Though Turner’s is the most obviously lacking performance, Sheridan gives her a run for her money — though in the opposite direction. He simply emotes too damn much, seemingly determined to avoid the trap that James Marsden fell into when he played the role: Cyclops’ ever-present visor blocked off too much of Marsden’s face, and that made it hard for him to really project emotions and expressions. In order to fight the absence of visible eyes, Sheridan whips his lips into embarrassing duck-faced pouts, as if he’s posing for a bathroom mirror selfie, and he’s reduced to gaping expressions of concern. (Anyone who only heard his line deliveries might have a better experience.) Sheridan has shown that he’s a better actor than this in Ready Player One, Mud, and even as a child in The Tree of Life. Part of the blame has to fall with director (and writer) Simon Kinberg, who produced all of the X-Men films from First Class on, and co-wrote The Last Stand. A great director can coax a good (or at least serviceable) performance out of even a bad actor, and with Sheridan, it should have been no problem. But either Kinberg’s inexperience or lack of taste allowed Sheridan’s overwrought — even campy — performance to stand.
It’s impossible to watch Dark Phoenix without thinking of that other recent superhero film, Avengers: Endgame. The Marvel Cinematic Universe (MCU) has had its share of problems, but one thing they’ve excelled at since Iron Man has been the infusion of humor into their films; even the darker ones have occasionally been leavened by a bit of laughter. Though it may seem jarring at times, jokes can be a rare stab at veracity for otherwise fantastical films; even in our darkest moments, humor manages to intrude in real life, usually in welcome ways.

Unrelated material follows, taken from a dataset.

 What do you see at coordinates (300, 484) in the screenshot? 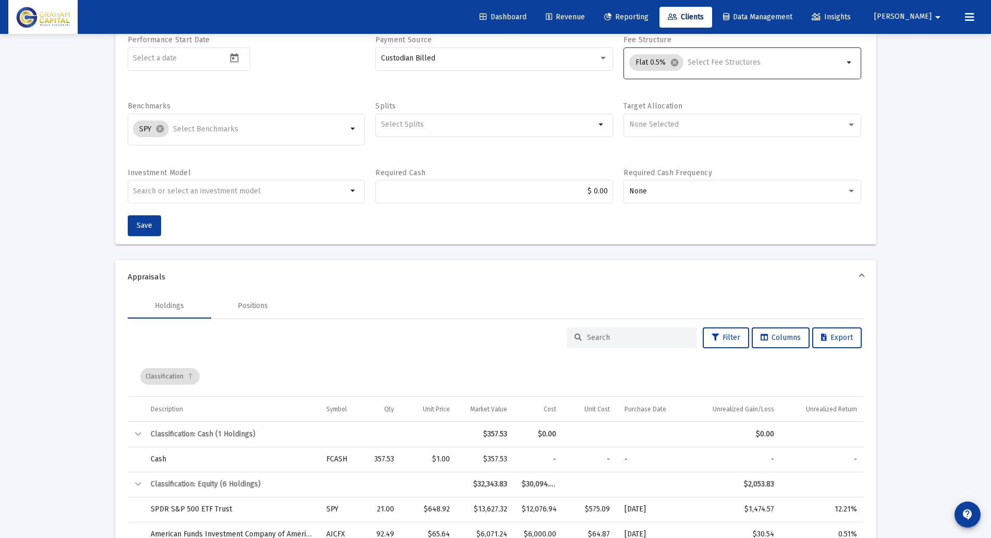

I’ve been replaying Dark Phoenix in my mind to think of a single joke or moment of levity throughout the oppressive morass, and perhaps one or two come to mind (though they earned nary a chuckle from the sold-out audience I saw the film with). A lighter moment totaling twenty seconds can help fortify an audience for another forty minutes of somber dreck, but even that was too great an expenditure for this film. There’s a clumsy moment where a group of dumb military guards has imprisoned the X-Men, and the all wear armbands reading MCU; Kinberg is suggesting in the not-at-all subtle scene that the MCU has hobbled — and even stolen — this more pure superhero property. The wild success of Marvel Studios has mostly been a net negative for film in general, as they’ve institutionalized a mindset that smaller films — and films that don’t have existing intellectual property — simply can’t succeed in the market (or even if they could succeed, they wouldn’t make enough of a dent to be worth any studio’s time). But if the MCU can finally put this latter-day X-Men series out of its misery, then it has at least done one good thing.